Using the application modeling and mapping methodology for system-level performance analysis
The performance analysis methodology is based on a new solution for system level performance analysis called Application Task Mapping (ATM), which, Synopsys has added to their Platform Architect product line (formerly with CoWare). ATM enables the rapid creation of an executable system model to collect information about performance metrics like throughput, latency, and resource utilization. This way the system architect can evaluate the feasibility of the SoC architecture and the application partitioning.On top of the ATM capabilities, we at NXP have developed a methodology called Application Modeling and Mapping (AMM) that applies the capabilities of the Synopsys Platform Architect environment to signal processing applications. This methodology comprises libraries for modeling of signal processing tasks and customized analysis views.
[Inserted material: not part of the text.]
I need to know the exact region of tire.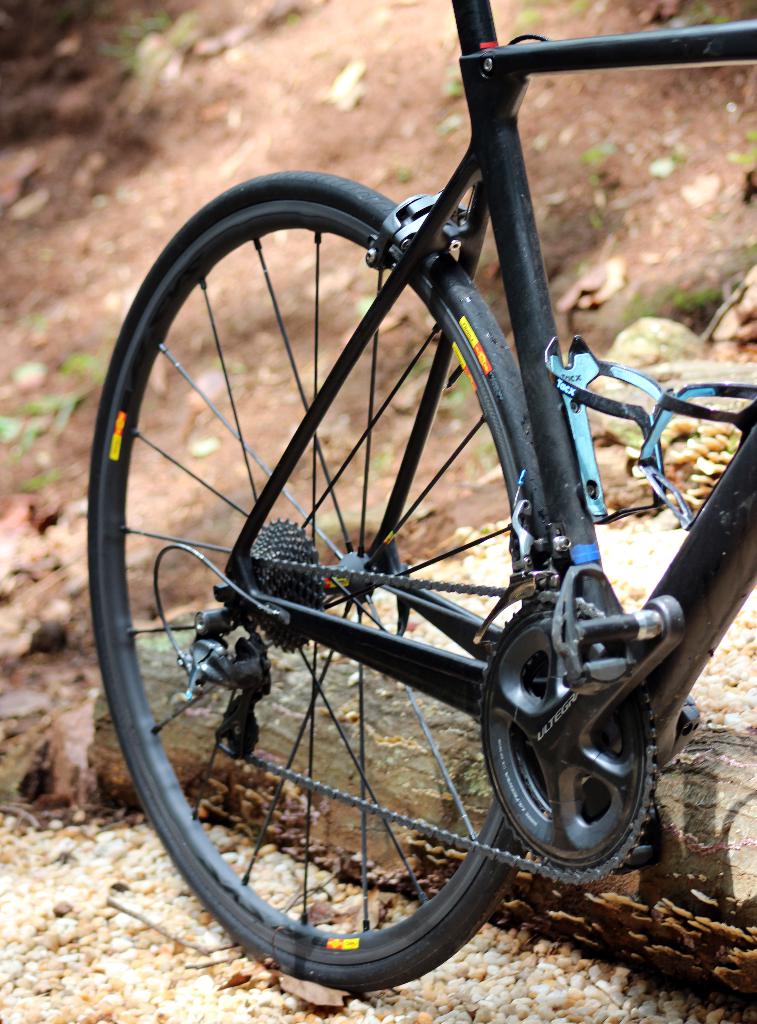
Region: detection(89, 174, 571, 996).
Fig 1: AMM methodology overview.
As depicted in figure 1, the AMM methodology covers the following aspects:
- Creation of executable SystemC task graphs representing the Application Use-Cases;
- Mapping of the AUC models on the HW platform;
- Monitoring of performance metrics of processing elements and communication fabrics;
- Visualizing performance metrics at the adequate level to identify bottlenecks;
- Correlating the obtained metrics with the processes/channels of the AUC model;
- All in an environment that allows short and fast iterations.
The Application Use-Case describes only the subset of the functionality that is needed for accurate modeling of processing time and traffic generation. This is essentially an executable Data Flow Diagram (DFD) inspired by Hatley & Phirbai design method. AUC models are based on the AMM library written in SystemC, which consists of the following primitives:
- A Task contains the functional code for the data flow, control flow, computation time and latency constraints. A task can be also hierarchical to manage the complexity of real-work application models;
- A Data channel models memory based communication between tasks. The channel contains a user defined buffer, varying from a single word to multiple video frames;
- A Control channel models event based synchronization between the tasks. The event messages can carry (small) parts of control information.
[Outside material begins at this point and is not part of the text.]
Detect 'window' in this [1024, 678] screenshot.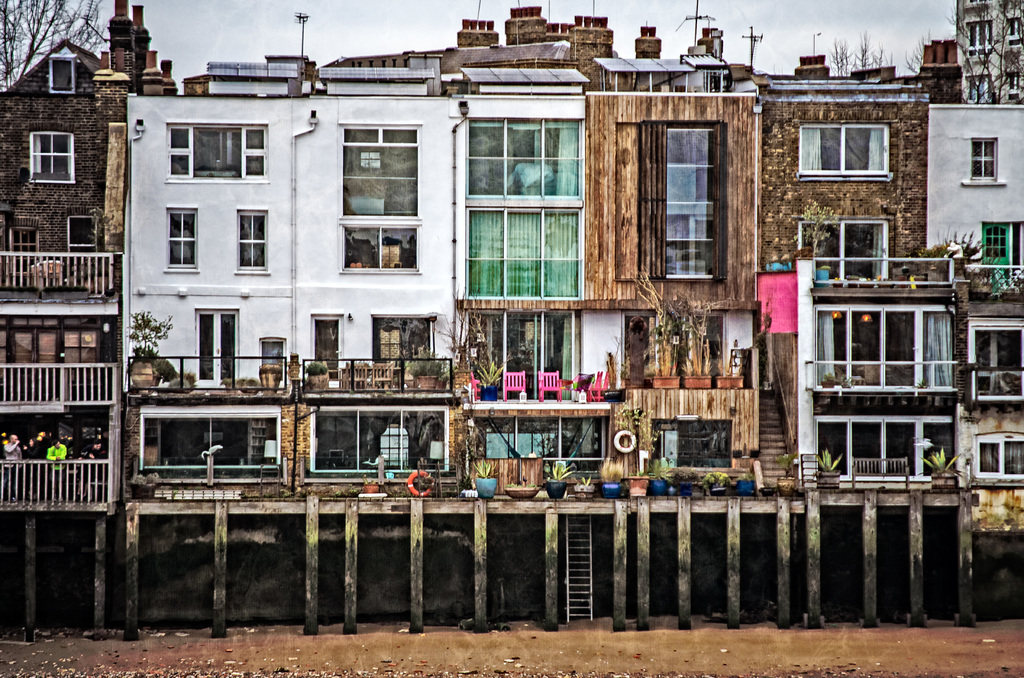
Detection: 310,314,340,384.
Hardware platform and virtual processing unit
The HW platform consists of a mix of approximately timed and cycle accurate SystemC models. The used models are memory hierarchy, interconnect and processing elements, all from the Synopsys SystemC model library. The key element here is the Virtual Processing Unit (VPU) that represents a generic configurable processing element for the SystemC task graph. Any instance of a VPU can act as a shared processor executing multiple application tasks or as a dedicated hardware block (e.g. a Viterbi accelerator).
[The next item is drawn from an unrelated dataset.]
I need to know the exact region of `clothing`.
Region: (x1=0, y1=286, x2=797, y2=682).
The VPU models all performance related aspects related to the execution of the mapped tasks. This comprises the processing delay, the scheduling overhead and the generation of realistic bus transactions.
Mapping
Mapping the AUC model on a HW platform is realized by assigning the AUC tasks to the respective VPUs and assigning the channel to the respective memories. Channels between tasks assigned to different VPUs need to be mapped to a suitable SoC-level communication and synchronization mechanism. This is realized by Drivers that convert the task-level communication of the AUC model into platform specific operations (e.g. an interrupt signal for control channels or a DMA transfer for data channels).
Separating the application model from the architecture enables the flexibility required for exploration, e.g. in case of DAB the flexibility to map one or two concurrent DAB streams onto one platform.
Monitoring and viewing
The SystemC models in the HW platform (VPU, interconnect, memories) are instrumented with analysis monitors to measure the performance of mapped application use cases. The monitors allow:
- Viewing dynamic aspects by recording detailed traces and aggregate statistical performance information over a configurable analysis interval.
- Recording relevant metrics like e.g. system-level end-to-end latencies and corresponding constraints.
- Recording at right granularity / detail to speed-up the analysis process.
- Correlating hardware performance data with the AUC processes and channels. This enables the system architect to relate hardware performance bottleneck (e.g. bus contention with the root cause in the application use-case).
In the remainder of this article we describe the application of the AMM methodology to the performance analysis of a multi-mode DAB radio.